April Falcon Doss
April Falcon Doss is an American attorney, intelligence expert, and author who has built a distinguished career at the intersection of law, national security, and technology policy. She served for a decade as the Senior Associate General Counsel for Intelligence Law at the National Security Agency, where she worked on some of the most complex legal questions surrounding surveillance, cybersecurity, and the use of intelligence in a democratic society governed by law. She later served as the Staff Director and Chief Counsel of the Senate Select Committee on Intelligence’s investigation into Russian interference in the 2016 U.S. presidential election.
Her book Cyber Privacy: Who Has Your Data and Why You Should Care (2020) brought her expertise in intelligence law and technology policy to a general audience. The book provides a comprehensive and accessible examination of how personal data is collected, aggregated, used, and sometimes misused by governments, corporations, and other actors in the digital economy. Drawing on her legal background and intelligence community experience, Doss explains the technical landscape of data collection while making a compelling argument for why citizens need to understand and engage with questions of data privacy, governance, and rights.
The book was praised for its clarity and its ability to navigate highly technical material without becoming either simplistic or impenetrable. It arrived at a moment of intense public debate about the role of technology companies and government surveillance in democratic societies, and it provided readers with a substantive foundation for engaging those debates as informed citizens.
Doss has testified before Congress, spoken at major policy forums, and contributed to public debate on cybersecurity, privacy law, and intelligence oversight. Her career represents a model of the lawyer-as-public-educator, using specialized expertise to empower citizens and policymakers to engage with questions of pressing democratic importance.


WHAT IS REQUIRED – Give the number of lines in the data below that contain "item", with no other words.

DATASET RECORDS –
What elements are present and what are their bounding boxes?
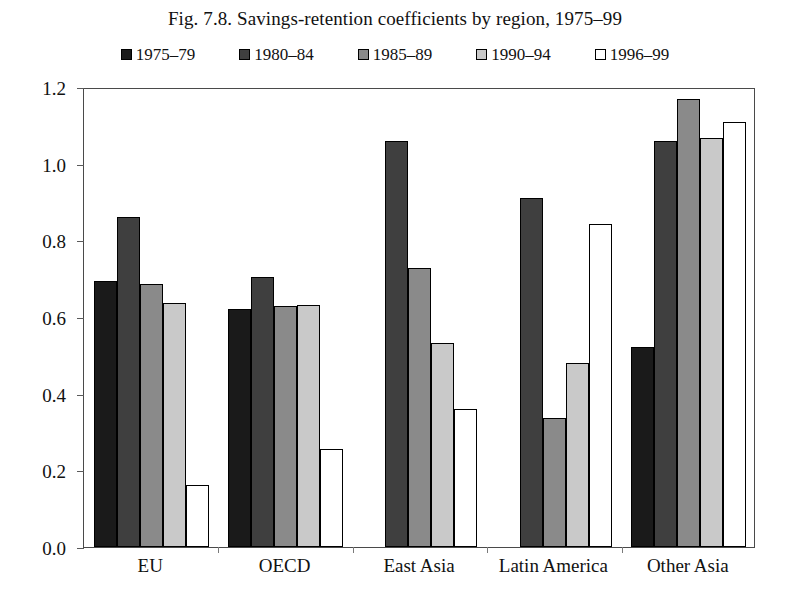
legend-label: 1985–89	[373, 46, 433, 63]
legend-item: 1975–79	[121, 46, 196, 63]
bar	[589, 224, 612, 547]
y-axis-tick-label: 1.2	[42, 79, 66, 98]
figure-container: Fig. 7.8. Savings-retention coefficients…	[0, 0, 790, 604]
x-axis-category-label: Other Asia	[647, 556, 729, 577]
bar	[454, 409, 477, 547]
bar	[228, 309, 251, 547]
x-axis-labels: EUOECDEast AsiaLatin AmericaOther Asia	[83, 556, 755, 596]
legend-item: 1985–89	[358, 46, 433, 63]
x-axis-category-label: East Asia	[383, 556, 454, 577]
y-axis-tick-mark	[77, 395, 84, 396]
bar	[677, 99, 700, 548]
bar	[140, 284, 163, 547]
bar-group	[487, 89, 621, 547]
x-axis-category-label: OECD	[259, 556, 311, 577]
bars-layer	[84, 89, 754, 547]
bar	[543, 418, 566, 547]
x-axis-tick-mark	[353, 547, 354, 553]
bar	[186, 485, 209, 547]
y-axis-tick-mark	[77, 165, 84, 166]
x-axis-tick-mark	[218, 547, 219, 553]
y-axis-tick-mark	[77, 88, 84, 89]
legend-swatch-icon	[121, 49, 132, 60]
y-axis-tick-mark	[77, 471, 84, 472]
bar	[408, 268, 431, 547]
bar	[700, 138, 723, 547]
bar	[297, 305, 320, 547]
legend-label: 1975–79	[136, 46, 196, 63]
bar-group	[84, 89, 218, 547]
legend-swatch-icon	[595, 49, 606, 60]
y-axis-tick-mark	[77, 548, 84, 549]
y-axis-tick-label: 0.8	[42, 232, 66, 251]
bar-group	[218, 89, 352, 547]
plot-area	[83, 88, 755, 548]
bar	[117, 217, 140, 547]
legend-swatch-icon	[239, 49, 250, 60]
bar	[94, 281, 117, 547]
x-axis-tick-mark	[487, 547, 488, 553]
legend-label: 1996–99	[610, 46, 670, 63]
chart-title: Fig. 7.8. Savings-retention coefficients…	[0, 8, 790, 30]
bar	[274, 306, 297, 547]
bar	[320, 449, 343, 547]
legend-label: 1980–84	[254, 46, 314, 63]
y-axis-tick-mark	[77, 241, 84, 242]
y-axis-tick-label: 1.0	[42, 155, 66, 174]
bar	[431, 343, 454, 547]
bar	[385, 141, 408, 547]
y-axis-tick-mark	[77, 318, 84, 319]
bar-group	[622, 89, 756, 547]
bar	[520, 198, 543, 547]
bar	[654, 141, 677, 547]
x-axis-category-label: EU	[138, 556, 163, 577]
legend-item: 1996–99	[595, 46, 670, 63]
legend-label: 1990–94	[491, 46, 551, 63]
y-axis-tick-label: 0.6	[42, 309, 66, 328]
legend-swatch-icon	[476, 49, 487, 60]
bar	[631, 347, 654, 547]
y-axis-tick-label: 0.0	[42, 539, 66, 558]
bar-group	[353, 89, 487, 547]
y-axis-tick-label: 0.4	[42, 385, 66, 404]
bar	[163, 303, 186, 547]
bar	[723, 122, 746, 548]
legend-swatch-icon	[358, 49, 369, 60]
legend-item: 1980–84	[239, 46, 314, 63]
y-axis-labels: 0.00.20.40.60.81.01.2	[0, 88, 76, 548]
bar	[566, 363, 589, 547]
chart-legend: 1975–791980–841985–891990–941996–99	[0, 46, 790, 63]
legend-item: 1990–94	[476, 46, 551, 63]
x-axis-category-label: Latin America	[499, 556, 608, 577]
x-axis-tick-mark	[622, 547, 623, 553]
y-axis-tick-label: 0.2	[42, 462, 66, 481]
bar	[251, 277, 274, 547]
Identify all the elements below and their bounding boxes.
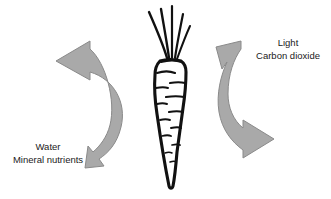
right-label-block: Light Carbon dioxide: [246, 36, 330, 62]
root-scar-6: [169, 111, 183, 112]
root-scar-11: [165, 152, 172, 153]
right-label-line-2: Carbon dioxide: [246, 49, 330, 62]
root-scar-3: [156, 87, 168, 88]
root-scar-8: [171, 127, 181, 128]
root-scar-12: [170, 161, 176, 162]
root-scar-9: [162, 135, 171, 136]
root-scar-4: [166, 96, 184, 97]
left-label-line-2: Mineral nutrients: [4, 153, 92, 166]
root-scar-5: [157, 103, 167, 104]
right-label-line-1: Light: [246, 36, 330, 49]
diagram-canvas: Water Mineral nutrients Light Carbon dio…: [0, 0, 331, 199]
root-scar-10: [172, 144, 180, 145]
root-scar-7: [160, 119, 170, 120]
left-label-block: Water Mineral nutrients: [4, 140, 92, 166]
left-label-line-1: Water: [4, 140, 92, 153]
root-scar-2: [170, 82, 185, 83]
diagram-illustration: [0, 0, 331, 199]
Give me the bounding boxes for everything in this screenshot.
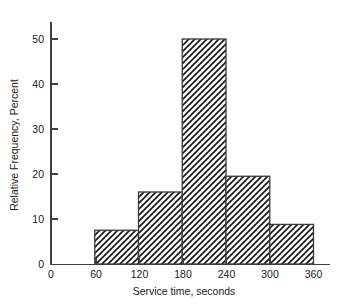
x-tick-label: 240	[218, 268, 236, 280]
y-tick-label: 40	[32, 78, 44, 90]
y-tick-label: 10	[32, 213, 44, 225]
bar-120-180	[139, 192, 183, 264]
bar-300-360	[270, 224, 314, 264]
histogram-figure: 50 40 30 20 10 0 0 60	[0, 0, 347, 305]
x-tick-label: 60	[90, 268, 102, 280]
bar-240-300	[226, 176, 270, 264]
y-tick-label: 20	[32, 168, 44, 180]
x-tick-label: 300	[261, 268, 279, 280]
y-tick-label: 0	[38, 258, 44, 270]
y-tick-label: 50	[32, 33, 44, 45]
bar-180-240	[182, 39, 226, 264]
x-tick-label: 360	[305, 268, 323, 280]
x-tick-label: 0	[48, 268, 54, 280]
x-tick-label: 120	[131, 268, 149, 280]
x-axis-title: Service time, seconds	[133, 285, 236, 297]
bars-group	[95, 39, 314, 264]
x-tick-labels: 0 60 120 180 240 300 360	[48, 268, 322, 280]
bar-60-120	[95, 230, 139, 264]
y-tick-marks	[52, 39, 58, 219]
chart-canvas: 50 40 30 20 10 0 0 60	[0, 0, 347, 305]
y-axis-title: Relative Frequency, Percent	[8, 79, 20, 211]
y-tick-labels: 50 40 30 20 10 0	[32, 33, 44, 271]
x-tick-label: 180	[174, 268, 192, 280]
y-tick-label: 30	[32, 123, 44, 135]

TASK ANSWER – 5